Why Your Bath Sealant Keeps Failing: The One Step Plumbers Never Skip

Resealing a bath is one of those jobs that feels satisfying the moment you smooth down that fresh bead of silicone, only to watch it go mouldy, crack, or peel away again within three or four months. If that cycle sounds familiar, the culprit almost certainly isn’t the sealant itself, it’s whatever was left underneath before you applied it.

A plumber friend of mine put it plainly during a visit to my bathroom a few years back. He watched me proudly point to my freshly sealed bath edge and said, without a hint of cruelty: “Did you take off the old layer entirely first, or just apply on top?” I’d done the latter, of course. Most of us do. And that single omission is why the job keeps failing.

Key takeaways

  • Most people apply new sealant directly over old layers, creating a bond that’s destined to fail
  • An invisible barrier of soap scum and residue prevents fresh silicone from gripping the surface
  • The removal process takes patience and the right tools—but skipping it guarantees the cycle will repeat

Why old silicone is the real problem

Silicone is wonderfully flexible and waterproof on its own, but it will not bond properly to itself. Apply fresh sealant over an existing layer, even one that looks clean and smooth, and you’re essentially asking the new silicone to grip a surface it chemically refuses to stick to. The two layers may hold together for a short while, but bath movement (and baths move more than people realise, flexing slightly every time you get in and out) will eventually pull them apart. Water sneaks into that tiny gap, mould takes hold from behind, and within a season you’re back where you started.

There’s also the question of soap scum, body oils, and general bathroom residue that build up on old silicone over time. Even if you’ve cleaned the surface thoroughly with a bathroom spray, those substances penetrate porous or degraded silicone and create an invisible barrier that prevents adhesion. A fresh sealant line applied over that contamination is fighting a losing battle from day one.

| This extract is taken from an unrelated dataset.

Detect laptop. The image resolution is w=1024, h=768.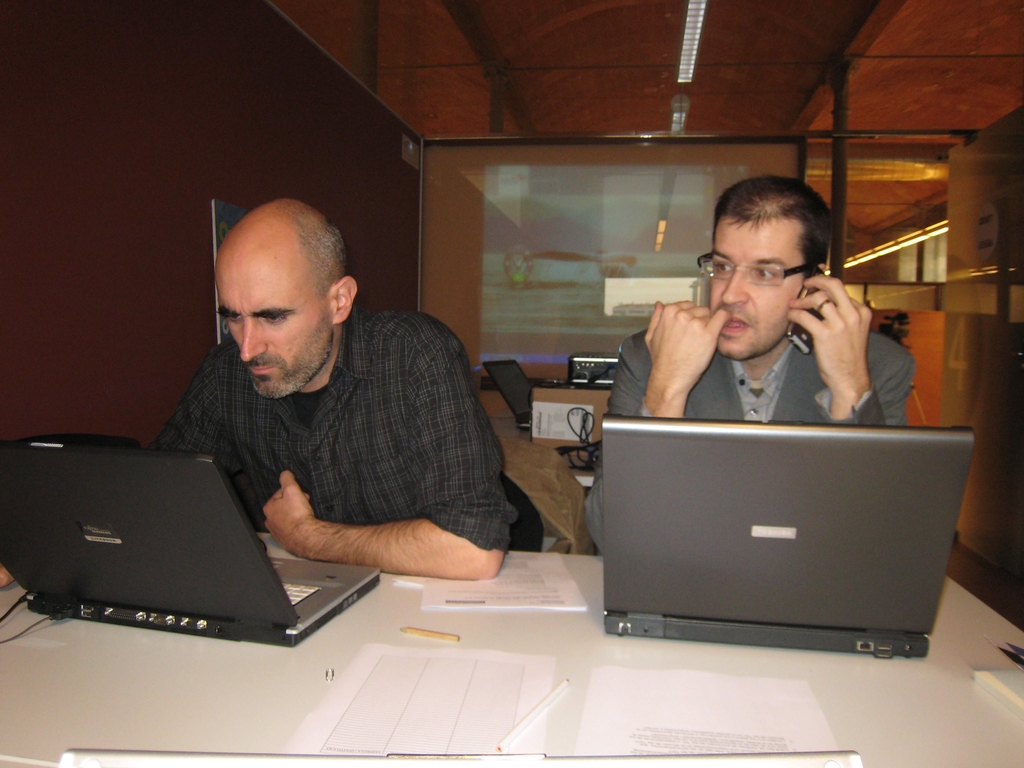
<region>0, 441, 381, 646</region>.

How to remove silicone properly, the step that most tutorials rush past

Removal takes patience. That’s the honest truth. Set aside at least an hour, and don’t try to rush it with a knife alone. Start by softening the old silicone: a proper silicone remover gel, applied generously and left for the time stated on the packaging (usually around twenty to thirty minutes), will make the bead far easier to lift without scratching your bath surface. You can find these at most hardware shops and they cost only a few pounds.

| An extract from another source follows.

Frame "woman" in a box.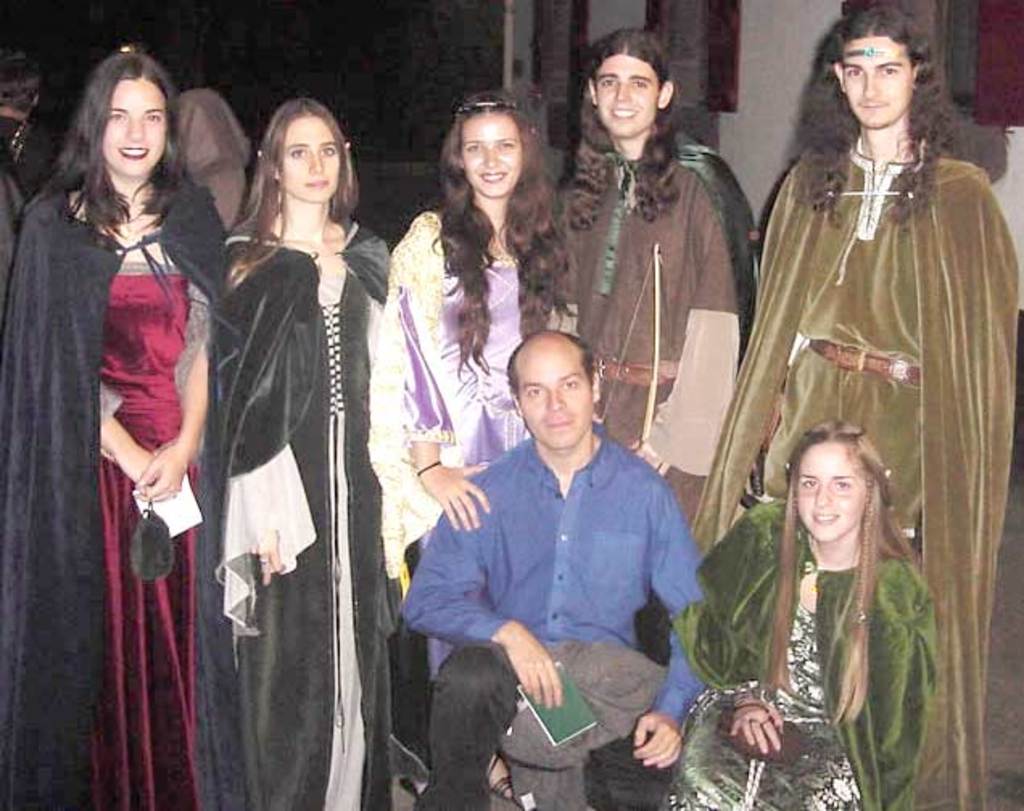
[45,74,237,676].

Once softened, use a plastic scraper rather than a metal blade wherever possible. Metal will scratch acrylic baths and can chip enamel. Work slowly along the bead, peeling it away in as long strips as you can manage, this is oddly satisfying when it goes well. For the stubborn bits left behind, a cotton wool pad soaked in methylated spirits or white spirit will lift residue without damaging the surrounding surface. Wipe Everything down afterwards with a clean cloth dampened in clean water and leave the area to dry completely — and that means completely, not just surface-dry to the touch.

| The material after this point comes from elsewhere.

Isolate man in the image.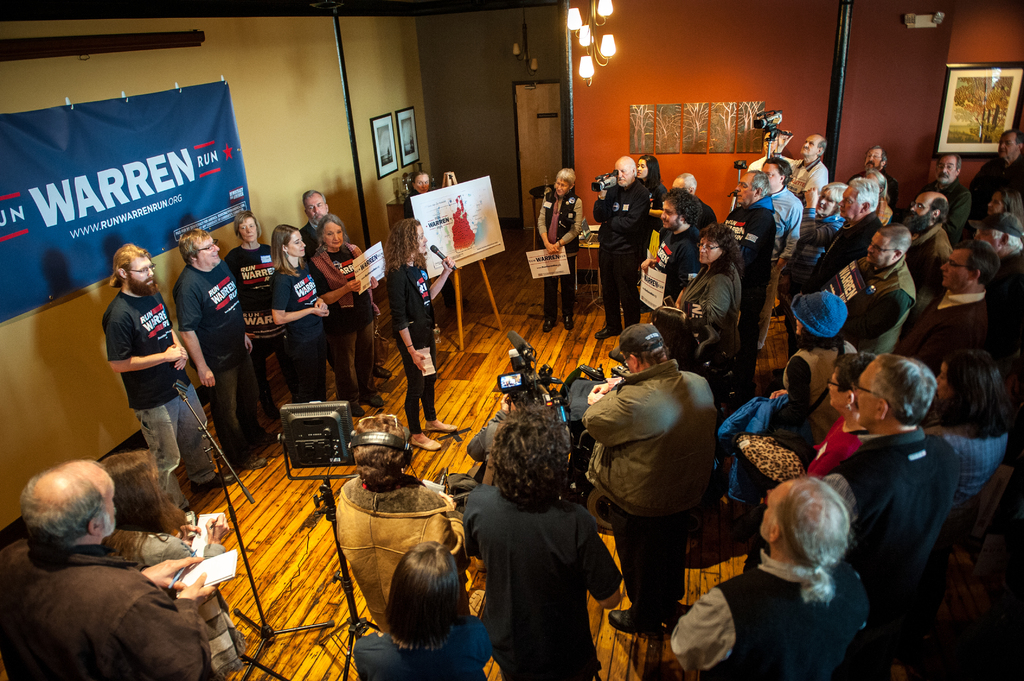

Here’s something that surprises many people: the gap between the bath and the wall may look dry within an hour, but moisture trapped in a badly ventilated bathroom can linger in corners and crevices for much longer. Running your extractor fan, leaving a window ajar, or even using a hairdryer on a cool setting along the joint before you apply new sealant makes a real difference to how well it sets and holds.

Choosing the right sealant and applying it well

Bathroom-grade silicone sealant always contains a fungicide to resist mould growth, and this distinction genuinely matters in a damp environment. General-purpose sealants may look identical in the tube but lack that protection and will show black mould patches far sooner. Always check the label before buying.

Before you apply a single millimetre of new sealant, fill the bath with water and leave it full. This is a trick that professional tilers and plumbers use routinely. A filled bath sits lower due to the weight, opening the gap between the tub and the wall to its maximum width. Seal it in this position and the sealant will flex correctly when the water is drained away and the bath rises back. Seal an empty bath and the joint will be under tension from the moment someone has a soak, and that tension will crack or pull the sealant loose very quickly.

Applying the sealant itself is easier with a little preparation. Run two strips of painter’s tape along either side of the joint, leaving just the gap exposed, and you’ll achieve clean, straight edges without the sticky mess. Cut the nozzle at a slight angle, squeeze steadily and smoothly along the joint in one continuous movement if you can manage it, then tool the bead with a wet finger or a purpose-made smoother. Remove the tape immediately, before the silicone skins over, and you’ll find the finish genuinely looks professional.

Leave the sealant to cure for the full time stated, usually twenty-four hours minimum, before running any water near it. Resist the temptation to check it’s dry by pressing it. It needs to be left entirely alone.

One final thing worth knowing

White silicone is the most popular choice for bathroom use, but it shows mould more visibly than darker shades as it ages. Clear silicone, by contrast, hides discolouration better and suits most bathroom colour schemes without clashing. A small detail, but one worth thinking about before you buy, because if you’ve done the preparation properly this time, you want the result to look as good in two years as it does today.